• **Instructions for the task**:
Look through the data below for the line with "Identify the location of tab-issues: ⓘ" and the line with "This screenshot has width=980, height=514.", then transcribe exactly from the first through the second, leaving out all pictures.

(Material for this task)

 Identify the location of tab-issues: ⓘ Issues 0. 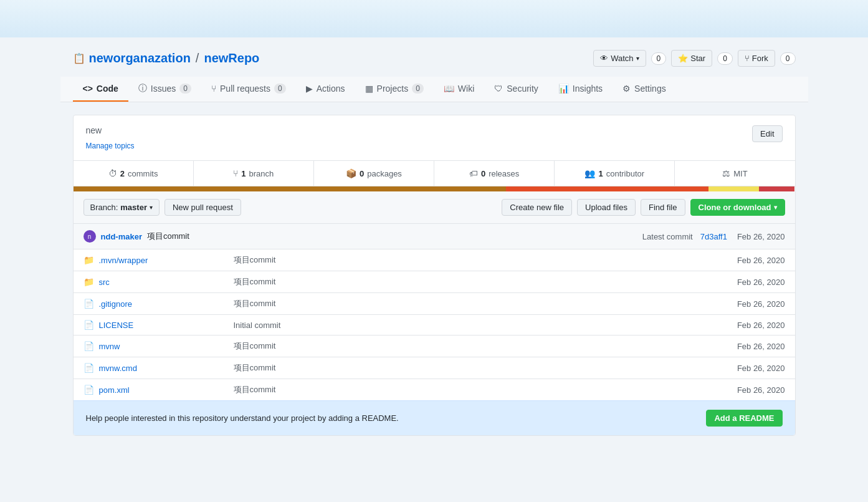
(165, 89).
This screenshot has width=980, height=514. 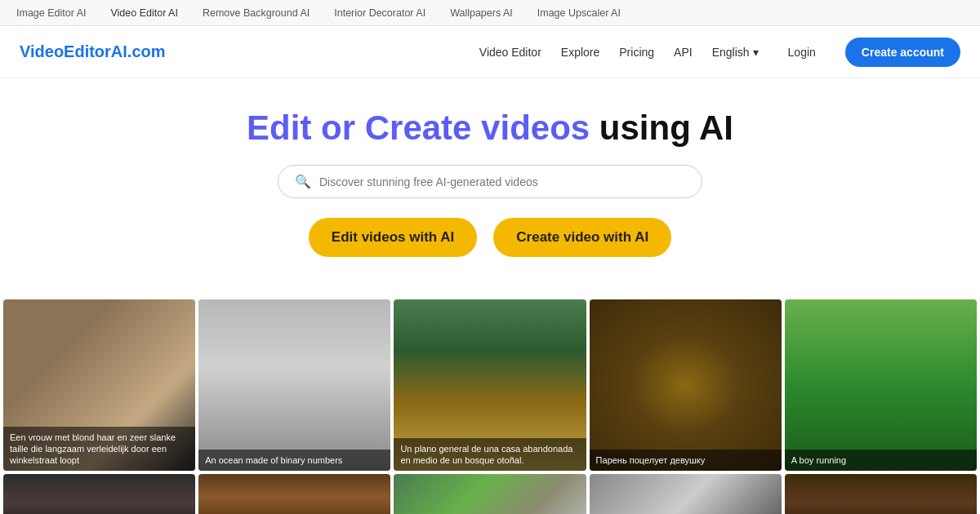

(End Material for this task)
(Material for this task)

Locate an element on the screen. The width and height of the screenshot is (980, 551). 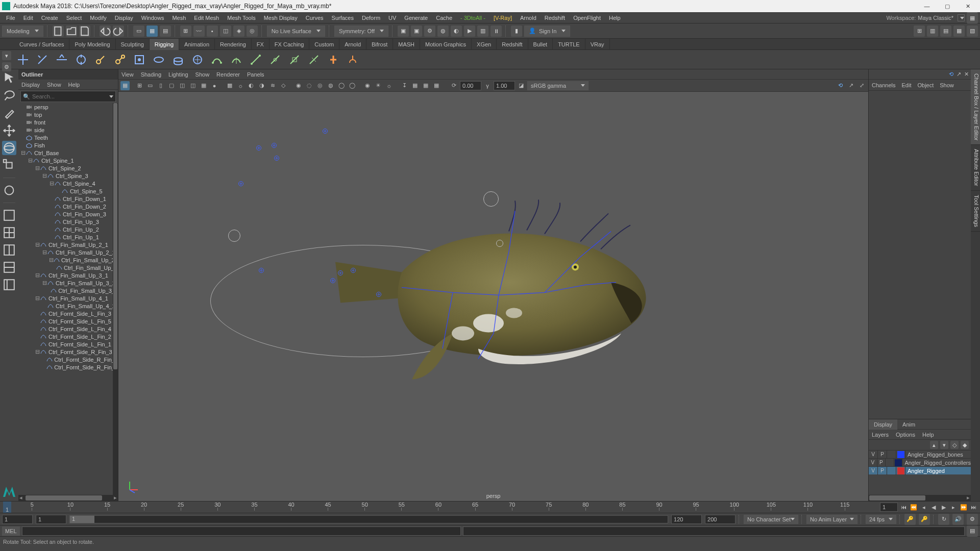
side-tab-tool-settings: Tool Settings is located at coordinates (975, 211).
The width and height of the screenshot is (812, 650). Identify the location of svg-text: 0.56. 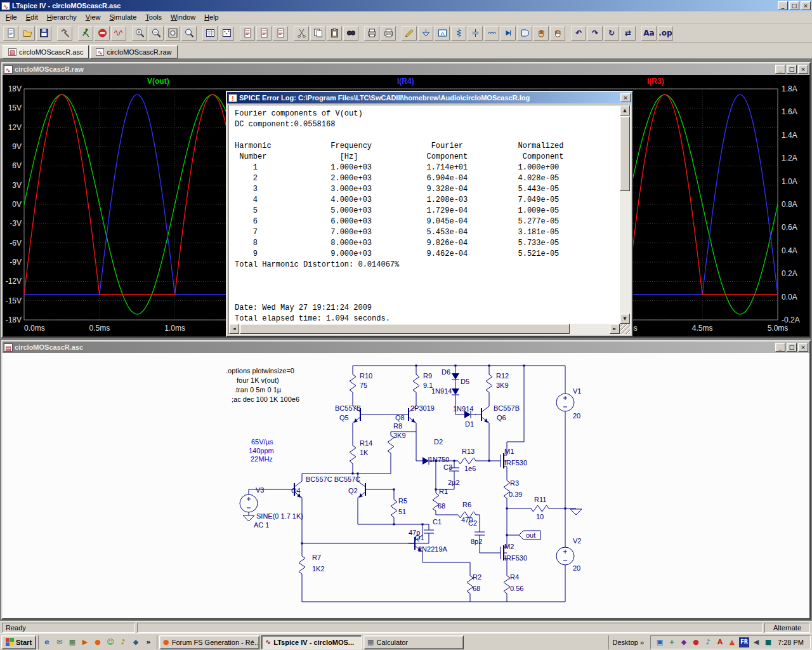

(End Material for this task)
(Material for this task)

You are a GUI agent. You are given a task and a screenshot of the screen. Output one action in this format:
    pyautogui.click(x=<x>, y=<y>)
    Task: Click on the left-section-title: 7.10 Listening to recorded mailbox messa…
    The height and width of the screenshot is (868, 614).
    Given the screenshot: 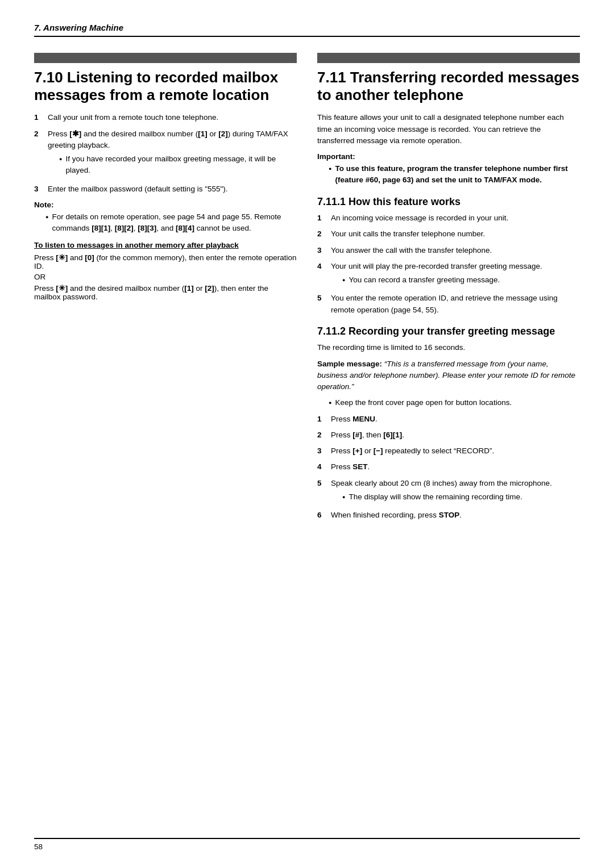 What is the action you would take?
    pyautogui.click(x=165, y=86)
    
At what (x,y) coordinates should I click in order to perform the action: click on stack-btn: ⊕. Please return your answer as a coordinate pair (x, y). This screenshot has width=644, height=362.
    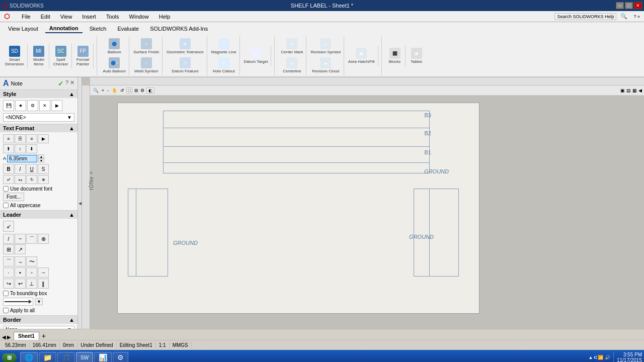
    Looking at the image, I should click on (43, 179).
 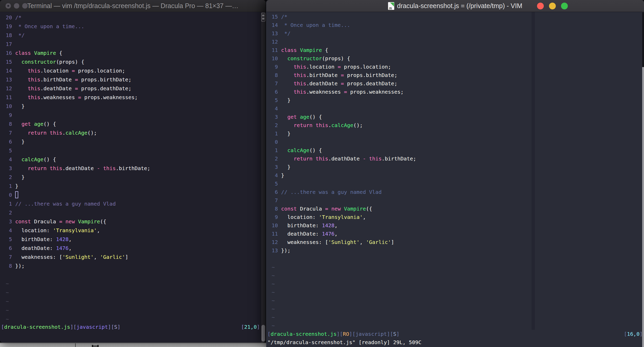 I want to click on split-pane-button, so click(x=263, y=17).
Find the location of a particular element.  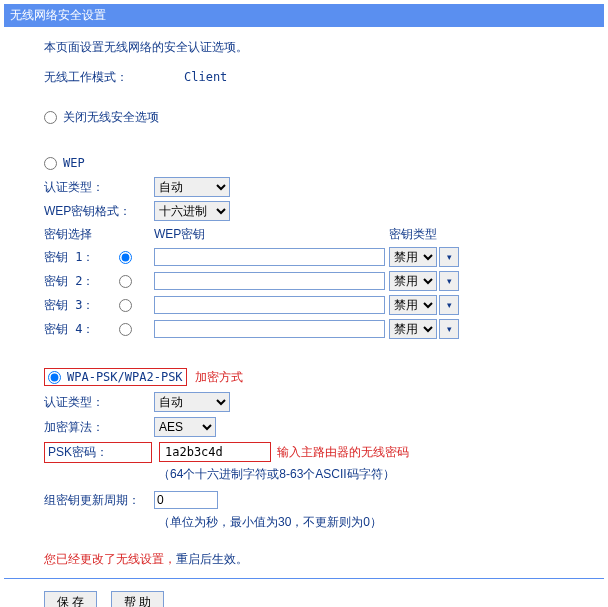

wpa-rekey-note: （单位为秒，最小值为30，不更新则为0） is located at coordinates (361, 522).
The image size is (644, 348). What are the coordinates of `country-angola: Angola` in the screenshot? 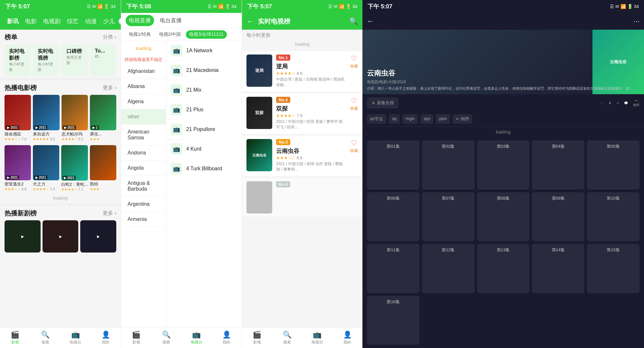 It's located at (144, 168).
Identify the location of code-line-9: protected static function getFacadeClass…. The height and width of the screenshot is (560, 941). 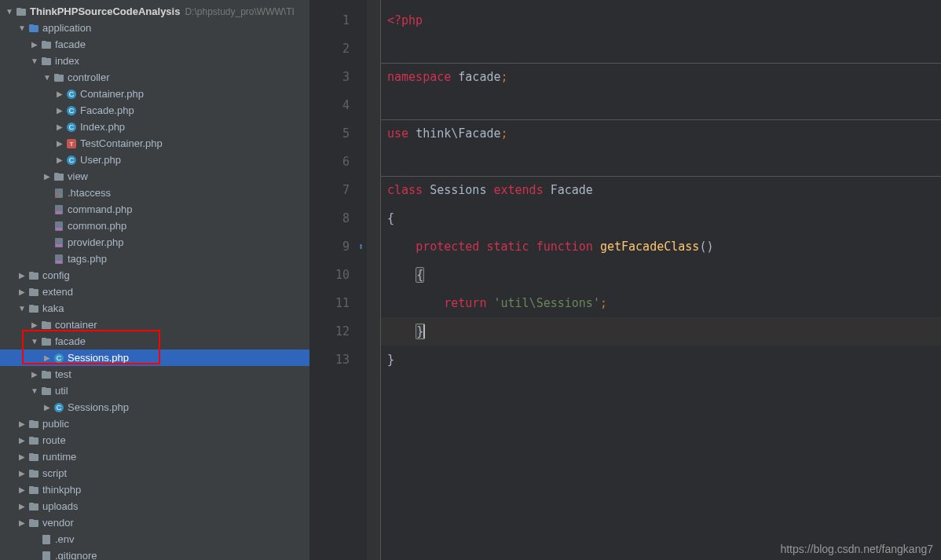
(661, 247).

(End Material for this task)

• **Solution to this task**:
 Identify the location of tab-issues: ⓘ Issues 0. 
(165, 89).
This screenshot has width=980, height=514. 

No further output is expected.